Published by Zaffre,
20 April 2017.
ISBN; 978-1-78576-122-5
20 April 2017.
ISBN; 978-1-78576-122-5
I really enjoyed this novel. I’d
not read anything by this husband-and-wife author team previously; I intend to
remedy that.
It was a
pleasure reading a crime novel that had almost everything; authentic and
fascinating characters, a clear writing style that carried me along, a strong
plot with a credible and extremely satisfying climax and resolution and a
superbly evoked setting of time and place.
Romney
Marsh in the late eighteenth century comes off the page with the action deeply
rooted in the landscape and the people and politics of the area.

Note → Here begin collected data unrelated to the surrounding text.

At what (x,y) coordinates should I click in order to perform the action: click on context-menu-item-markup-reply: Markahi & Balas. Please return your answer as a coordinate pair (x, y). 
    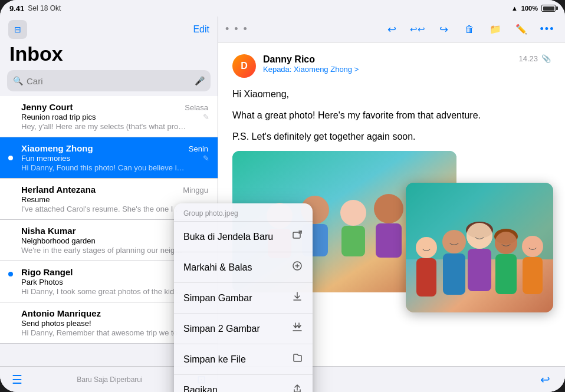
    Looking at the image, I should click on (243, 268).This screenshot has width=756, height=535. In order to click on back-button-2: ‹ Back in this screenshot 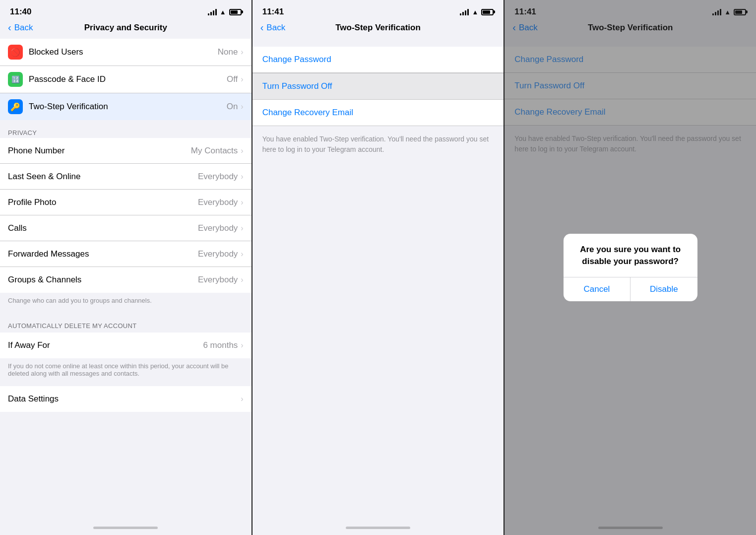, I will do `click(273, 28)`.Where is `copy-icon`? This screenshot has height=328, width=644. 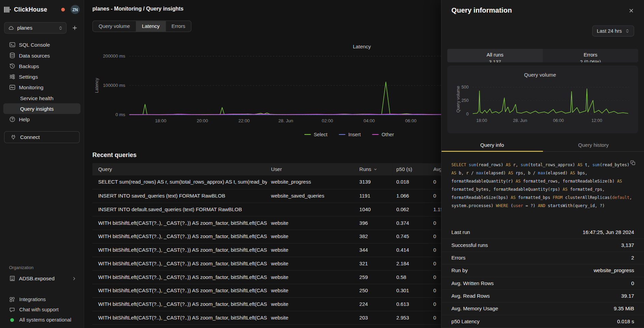
copy-icon is located at coordinates (633, 163).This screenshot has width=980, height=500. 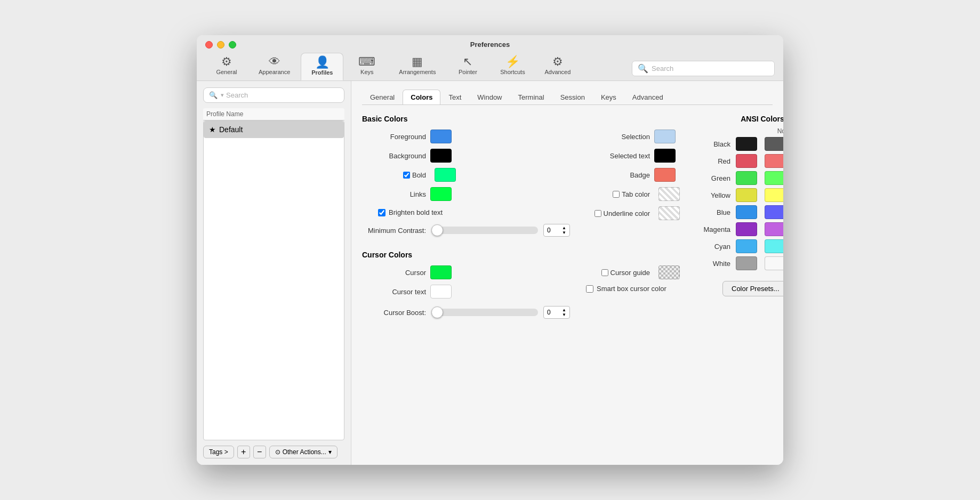 What do you see at coordinates (746, 246) in the screenshot?
I see `ansi-swatch-cyan-normal` at bounding box center [746, 246]. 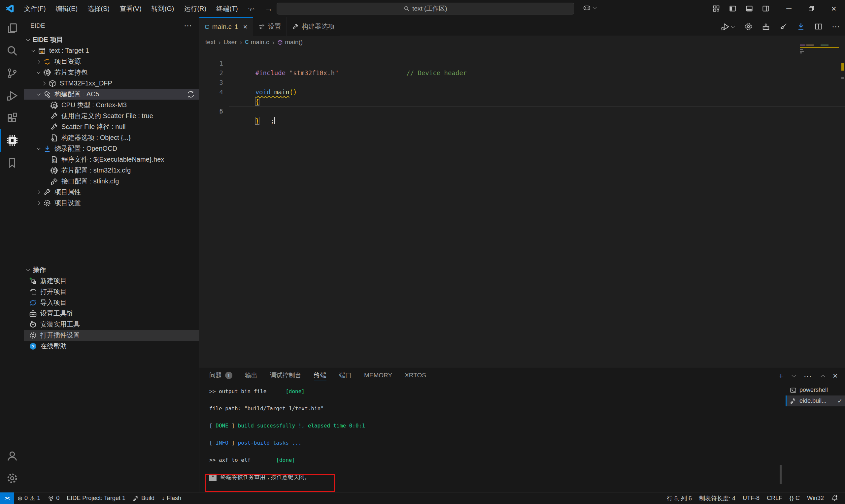 I want to click on forward-icon: →, so click(x=268, y=9).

Wider politics
were explored too; the American War of Independence was only just over and
played an important part in the plot, as did the French Revolution and
subsequent war still raging just 30 miles across the water and bringing with it
a constant threat of both covert and overt invasion.
The season
in which the story took place, an exceptionally hard winter out on the bleak
and exposed marshes by the sea, added to the atmosphere and was used to good
effect. Reading this in a heatwave had a deliciously cooling effect!
The
storyline concerned a family who lived in the locality and have now returned
from America, and their home, New Hall, is at the centre of shenanigans which
make comments about differing attitudes to race and slavery, smuggling and
espionage. Perhaps, if we’re being picky, the author made the views of the main
protagonists a little too in tune with those of modern readers, and perhaps
there were some clichéd or too obviously hateful attitudes ascribed to the
villains, but for this reader these foibles made the novel even more readable
and, frankly, more fun.
I found all
the characters believable and nicely drawn – especially Rev Hardcastle, the
local magistrate, a tolerant man of conscience and consideration, from whose
viewpoint much of the story is shown. His accomplice in crime-solving, Mrs
Amelia Chaytor, is a wise yet troubled woman in whose company I felt privileged
to be, and as light relief we have the reverend’s effusive, full-of-herself
sister Calpurnia, and her rather lovely dog, Rodolpho. (A scaredy-cat of an
Irish wolfhound, named after a character in one of Calpurnia’s own romantic
suspense novels that she can’t resist rabbiting on about whether people are
interested or not!)
The pace
was sustained beautifully and was always sufficient to ensure a hasty return to
its pages and, in the last chapters, to keep the book firmly in my hands.
It was
also a pleasure to read a book that had been copy-edited to high standards, for
a change. No comma splices and run-on sentences, no misplaced capitals or
errant apostrophes here. Congratulations to the publisher and to the talented
authors, Marilyn Livingstone and Morgen Witzel, whose work I have been very
pleased to discover.
------
Reviewer: by Dea Parkin
A J Mackenzie is the
pseudonym of Marilyn Livingstone and Morgen Witzel, an Anglo-Canadian
husband-and-wife team of writers and historians. The Body on the Doorstep was their first foray into fiction and was
published by BonnierZaffre in April 2017. The 2nd instalment of the Hardcastle
& Chaytor Mysteries, The Body in The
Ice their second book was published 20th April. For a full bio of Marilyn
and Morgen see
DeaParkin
is an editor with her consultancy
Fiction Feedback and is also Secretary of the Crime Writers’ Association. She
writes poetry and occasionally re-engages with The Novel. When she isn't
editing, managing or writing she is usually to be found on the tennis court –
or following the international tour at home on TV. Usually with several books
on the go, she entertains a penchant for crime fiction, history, and novels
with a mystical edge. She is engaged in a continual struggle to find space for
bookshelves and time for her friends and her cat.